Everyone had a quad bike, a computer, and a mobile phone; and yet, at heart, it appeared an immemorial life, hard and unforgiving: Swaledales (the local sheep) are “the worst addiction in the world”. But it was clear that the family loved it, and they derived immense satisfaction from seeking to improve their small flock as well as they could — an ambition that paid off at the local show, where they swept the board, winning cups in ten categories.

Braining, with a lump of stone, a Pennine sheep that had been set on by yobbos’ dogs, was how Police Sergeant Catherine Cawood kicked off the second series of Happy Valley (BBC1, Tuesday of last week). The brand seems to be in excellent health, gleefully exposing the reality behind the Last of the Summer Wine fantasy.

Halifax is a no-hope gulch, peopled with vicious drug addicts, murderers, and adulterers. I find an uncomfortable mixture in the drama: the characters and their interactions are spot-on — gritty, failing, yet never fully defeated. But the plots are renaissance tragedies in their unforgiving violence.
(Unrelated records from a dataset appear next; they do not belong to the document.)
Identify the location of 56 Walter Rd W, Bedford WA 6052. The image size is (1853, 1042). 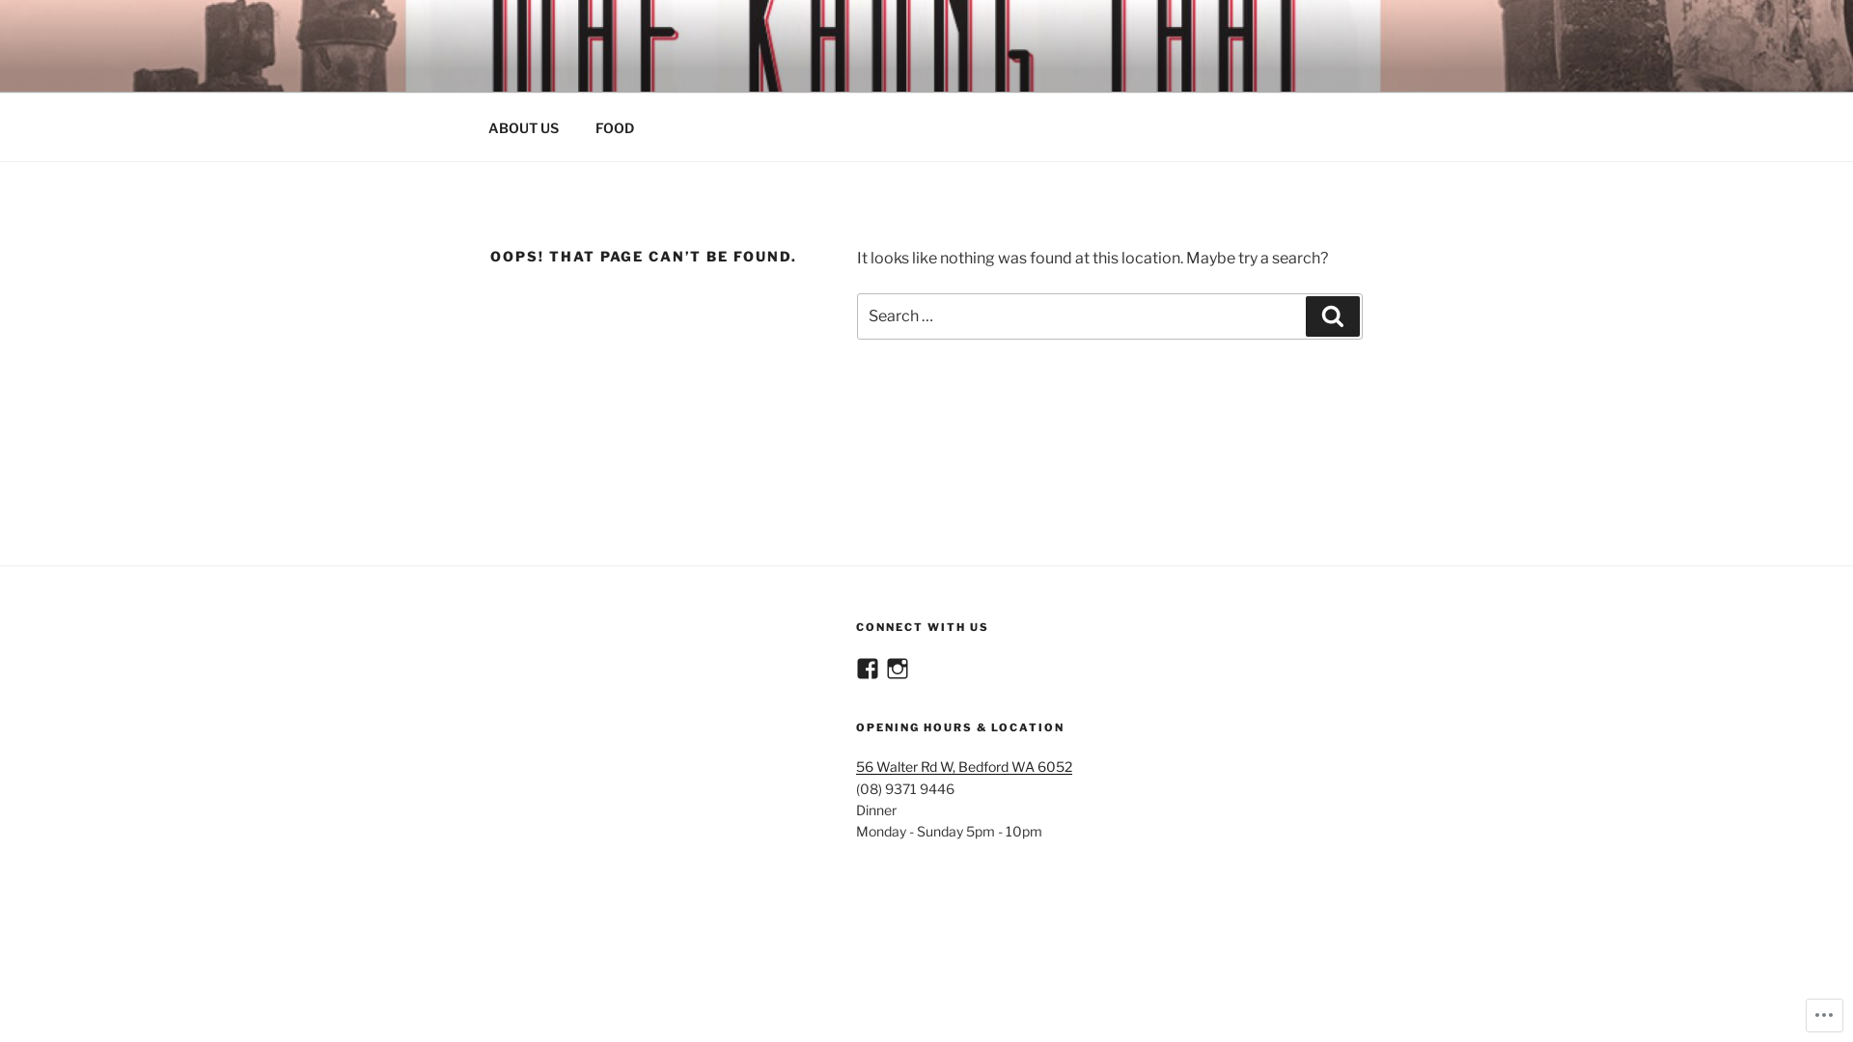
(964, 766).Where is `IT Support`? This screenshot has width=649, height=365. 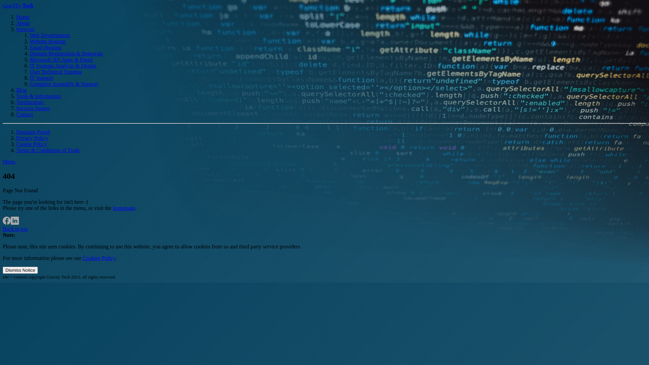
IT Support is located at coordinates (41, 78).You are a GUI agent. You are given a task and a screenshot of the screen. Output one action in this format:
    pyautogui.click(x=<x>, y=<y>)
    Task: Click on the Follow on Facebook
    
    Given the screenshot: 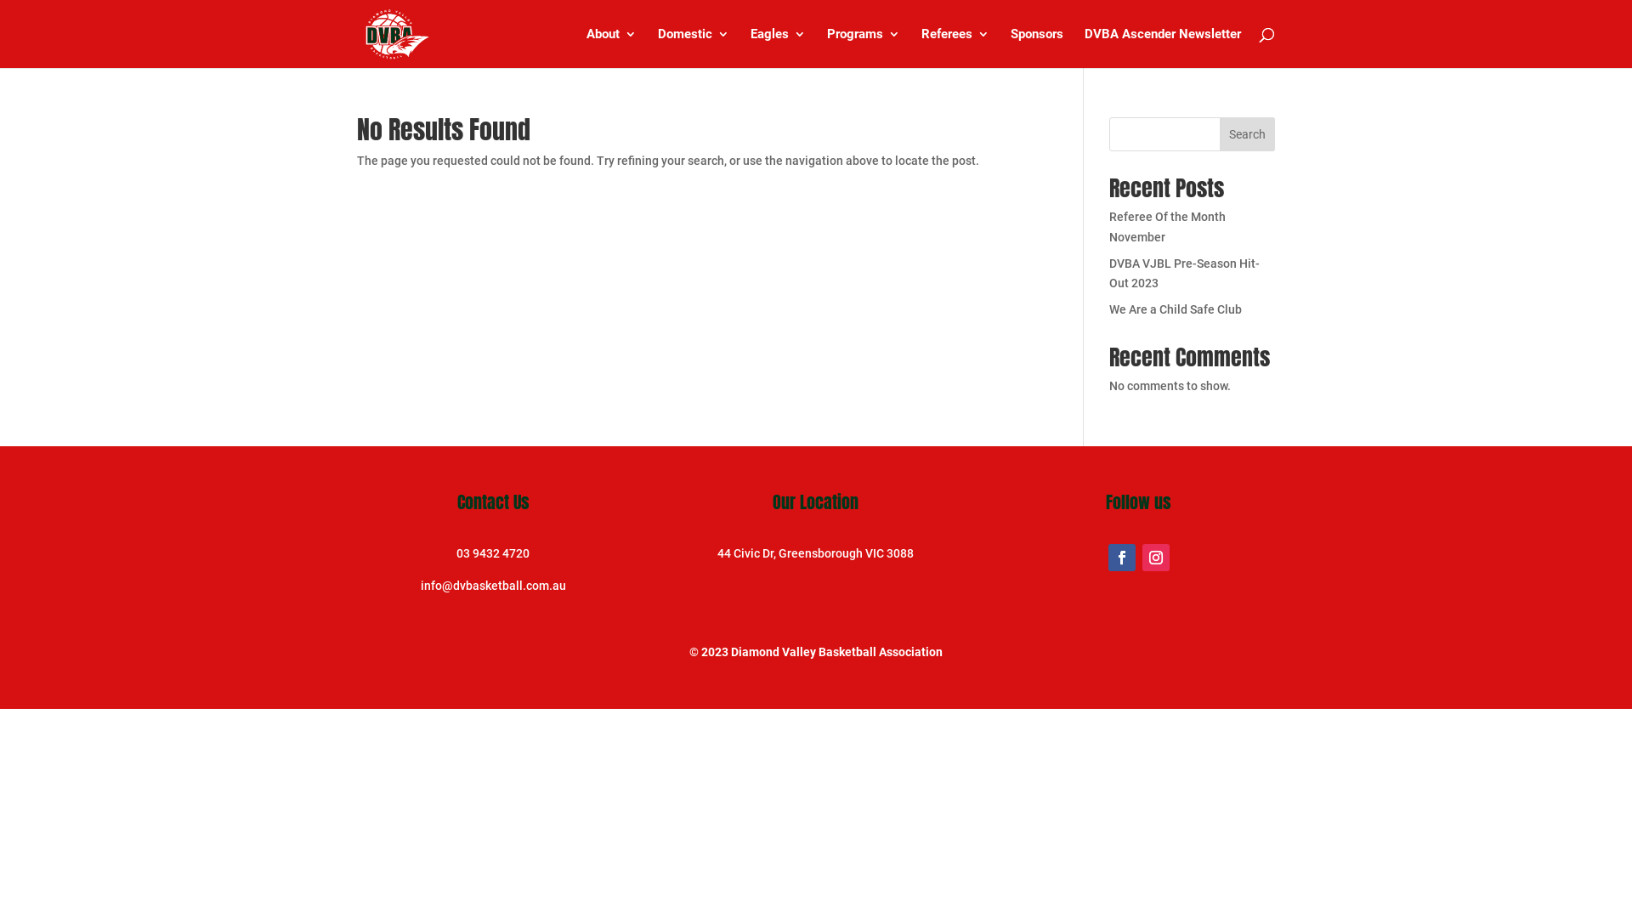 What is the action you would take?
    pyautogui.click(x=1122, y=558)
    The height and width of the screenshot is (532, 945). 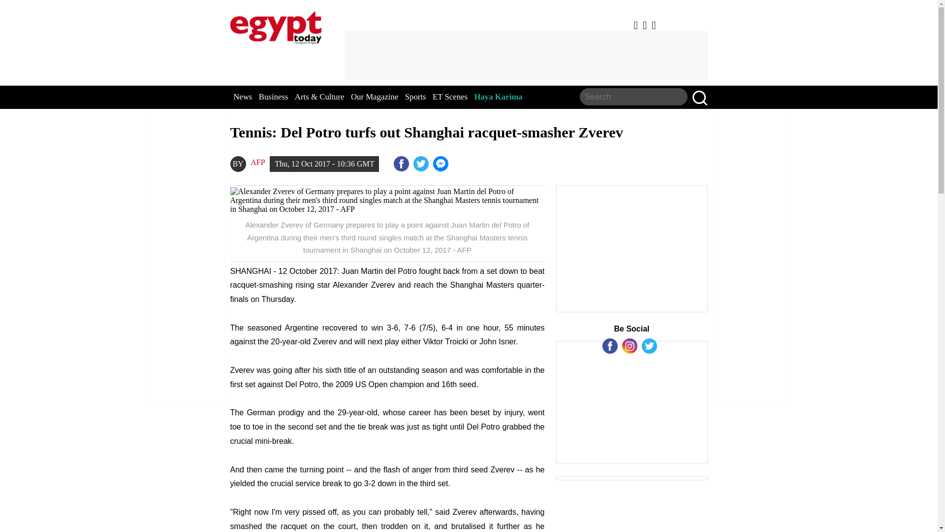 What do you see at coordinates (498, 97) in the screenshot?
I see `Haya Karima` at bounding box center [498, 97].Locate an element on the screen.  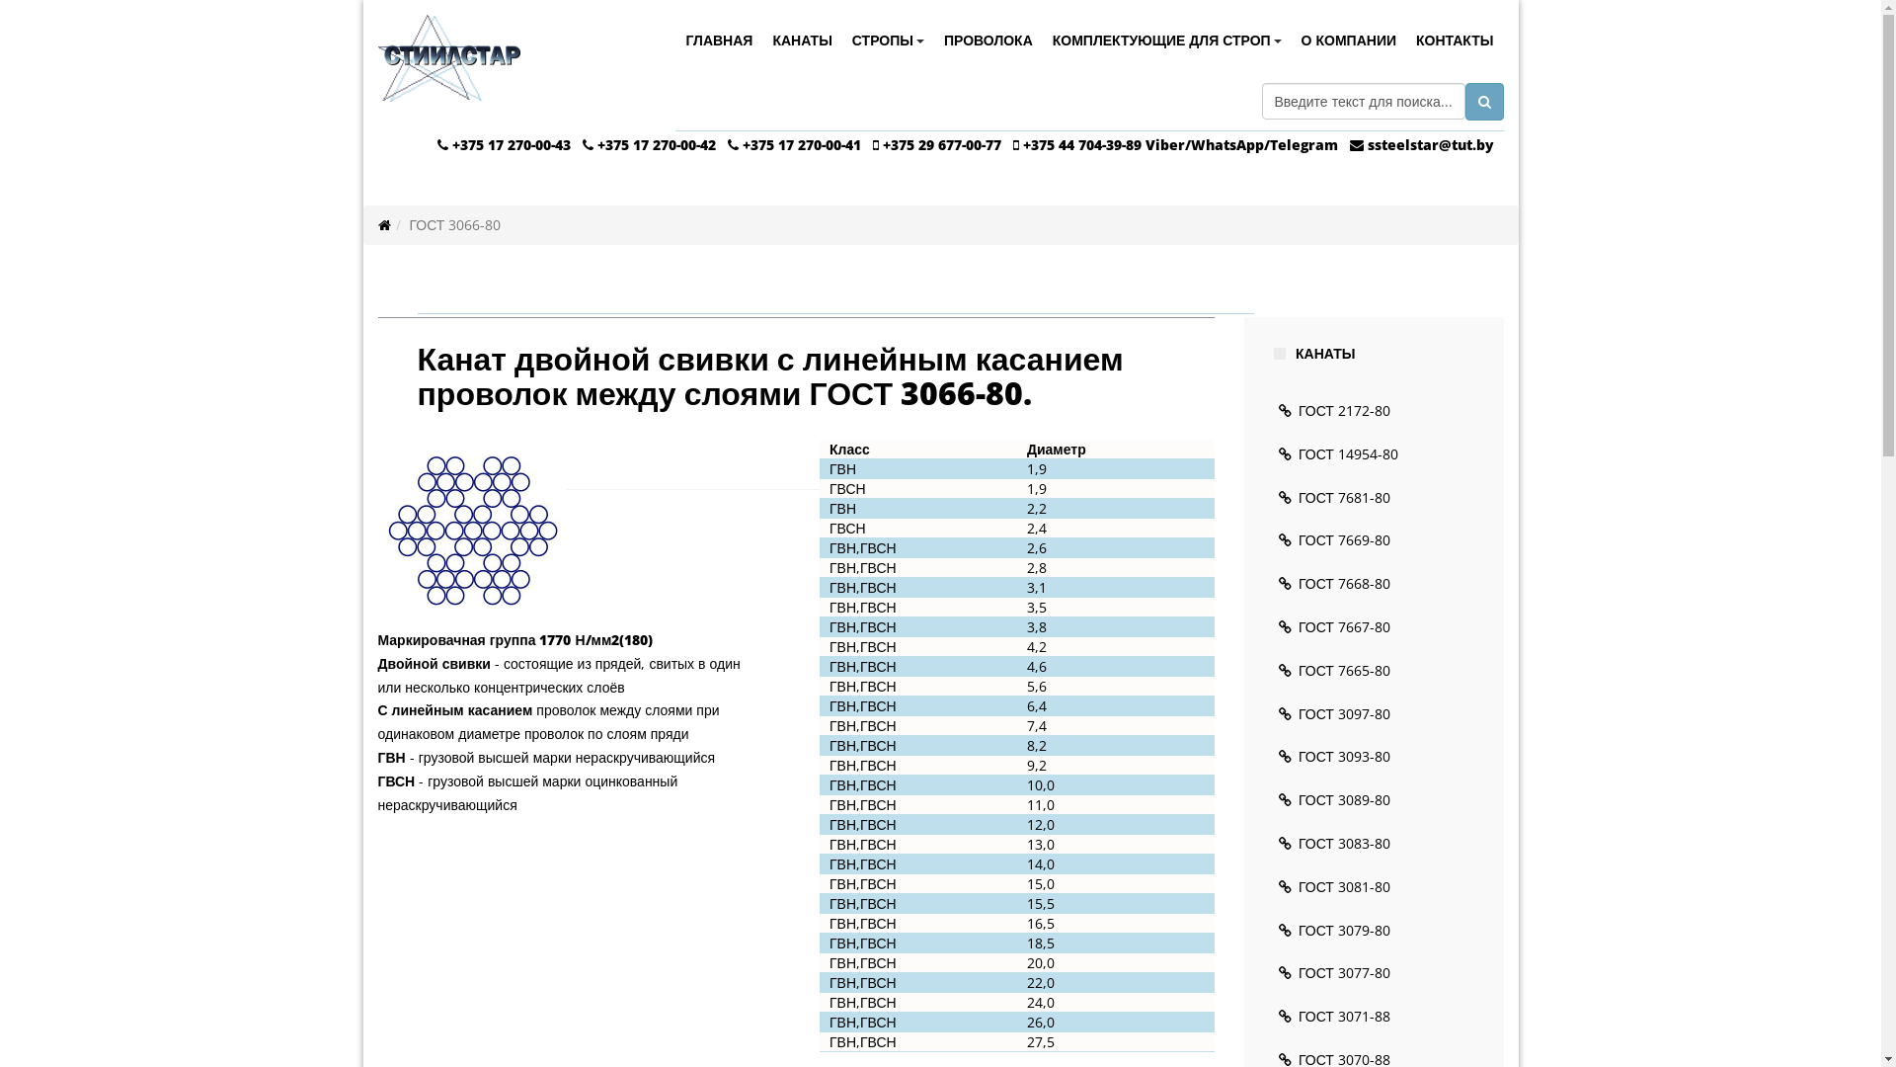
+375 17 270-00-43 is located at coordinates (512, 144).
Already we have three crazed zombies out for revenge on half the town, and, ere long, the screen will be filled with blood, undermining the realism of the project.

The X-Files (Channel 5, Monday of last week) has returned. As TV sci-fi hokum goes, this was always the classiest; and, in this new series, it is good to see that the sparky Fox Mulder-Dana Scully relationship still manages to outweigh the nonsense of the plots.

There is the overturning of gender stereotypes: Mulder is the soft, gullible one, while Scully is the hard-nosed sceptic. It can make some claim to a serious, even theological underlying, concept: Mulder desperately wants to believe, while Scully is always finding a reason not to.